* [Your goal]
Copy the data exactly as it appears, and do not include any pictures.

* [Stored data]

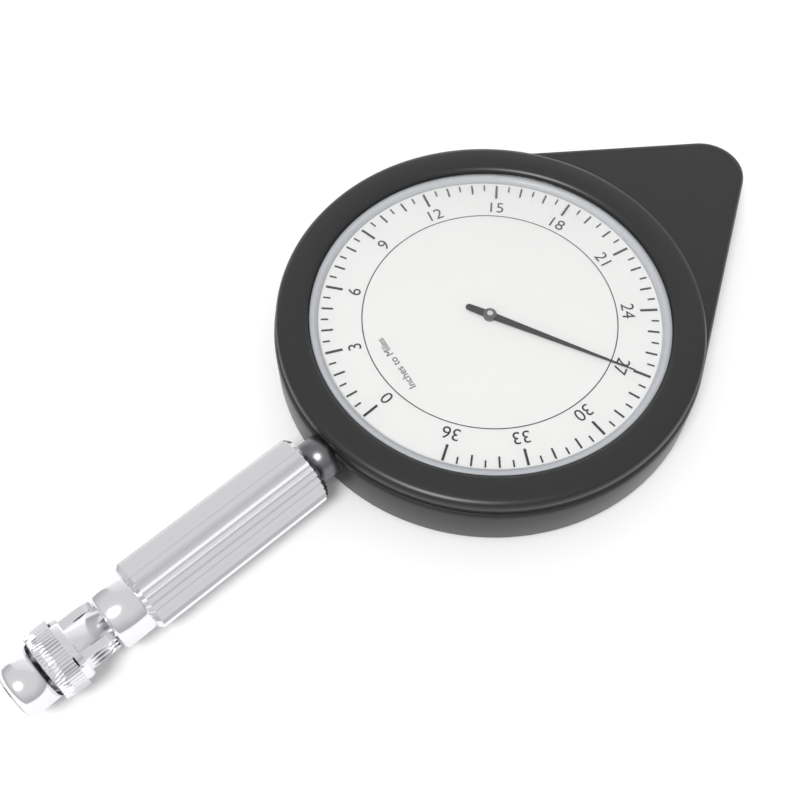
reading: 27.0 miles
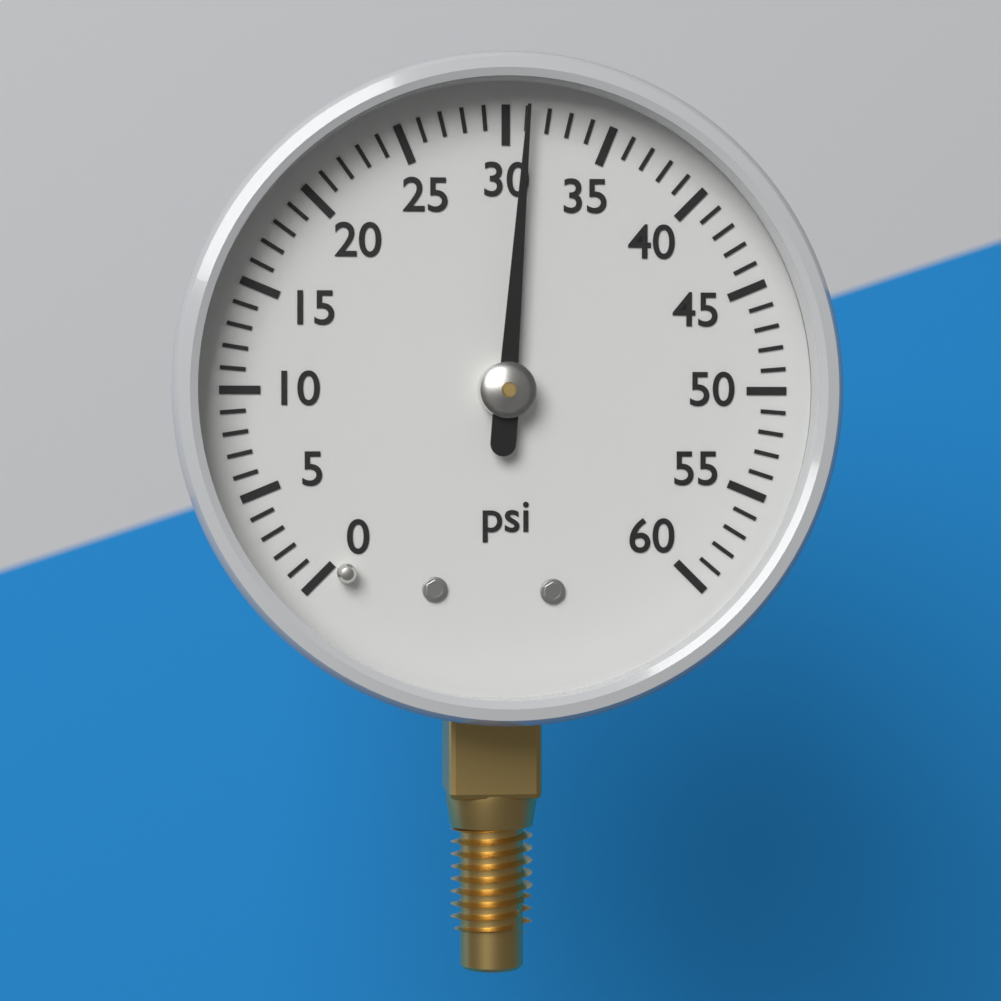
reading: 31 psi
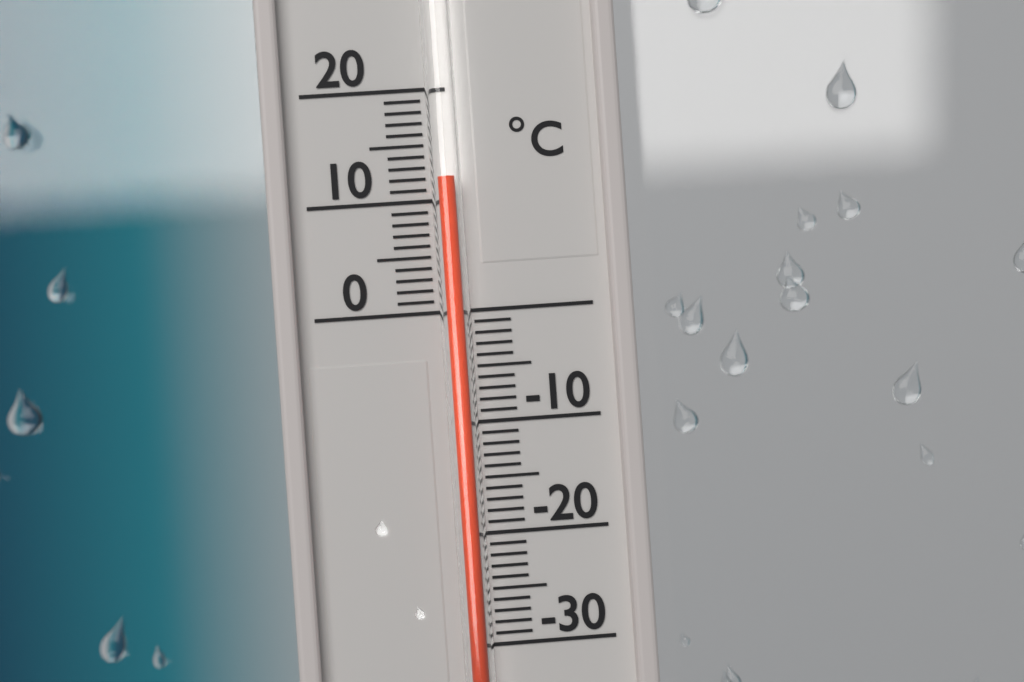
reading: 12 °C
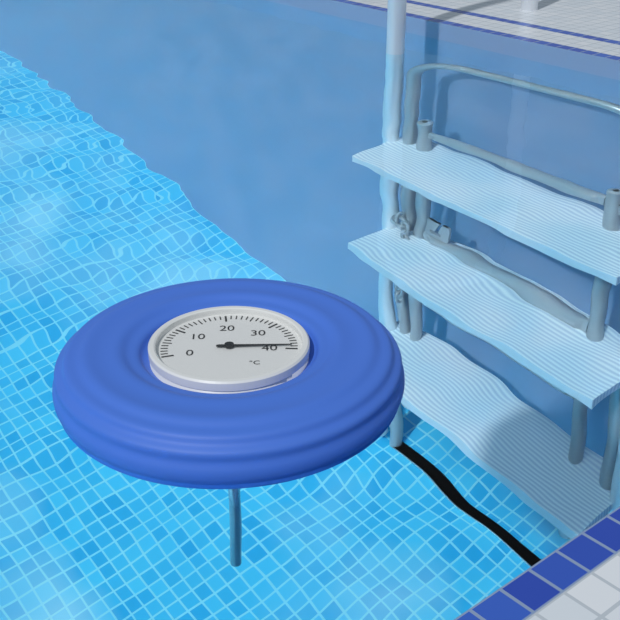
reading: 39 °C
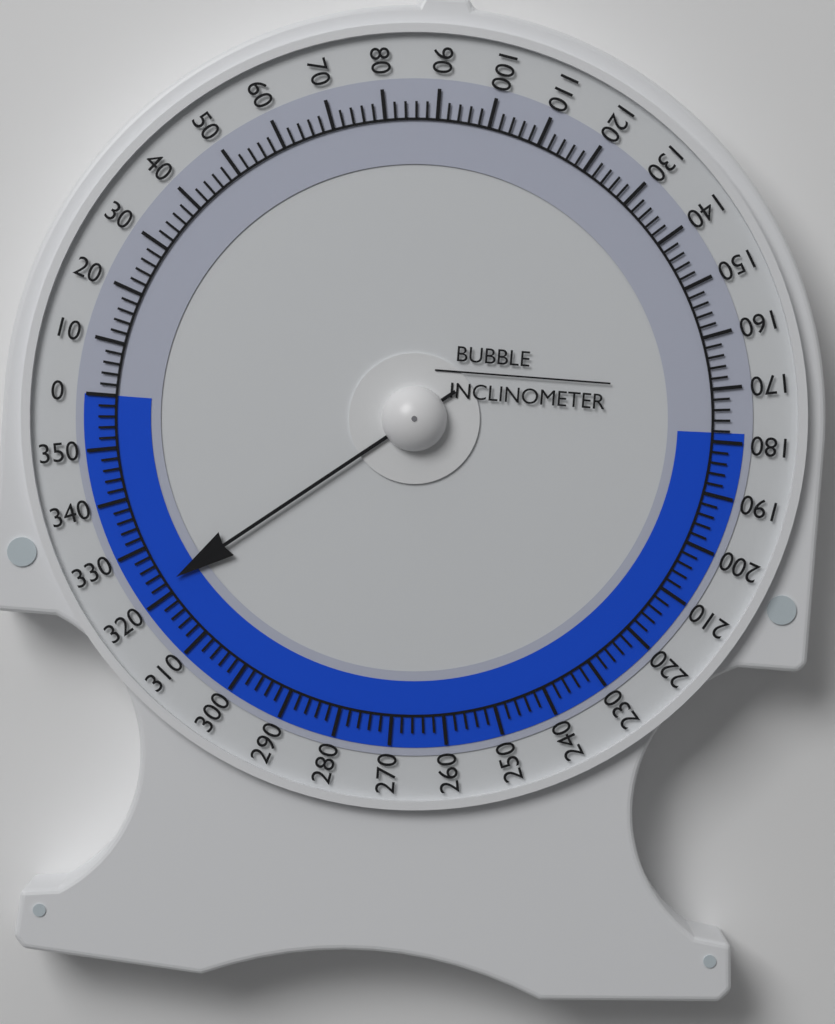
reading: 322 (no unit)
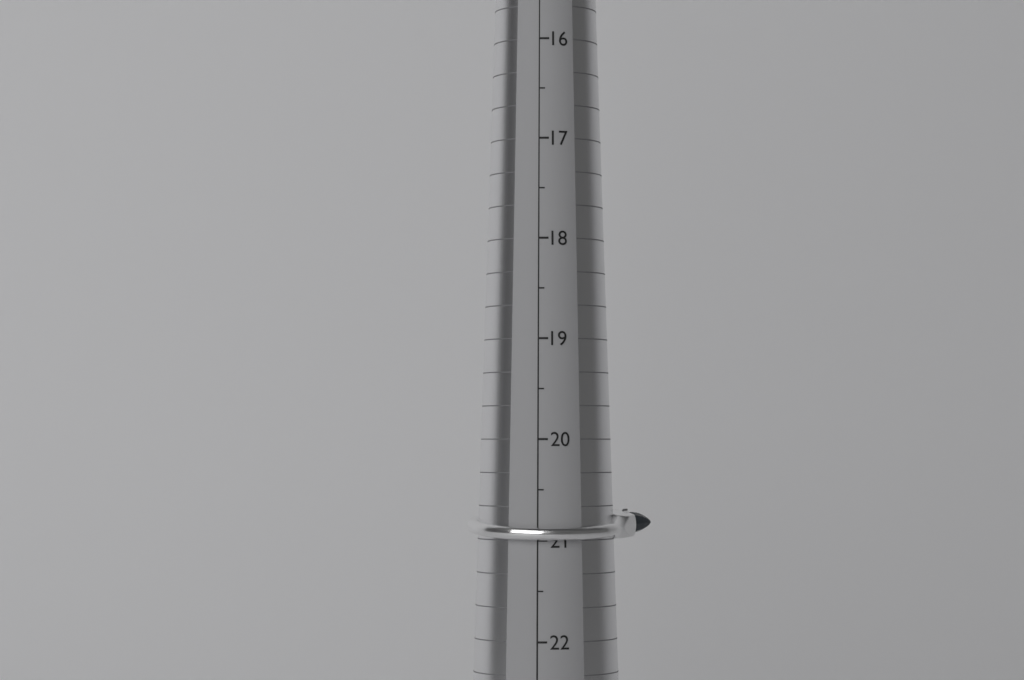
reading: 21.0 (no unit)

* [Solution to the exercise]
reading: 27.0 miles
reading: 31 psi
reading: 12 °C
reading: 39 °C
reading: 322 (no unit)
reading: 21.0 (no unit)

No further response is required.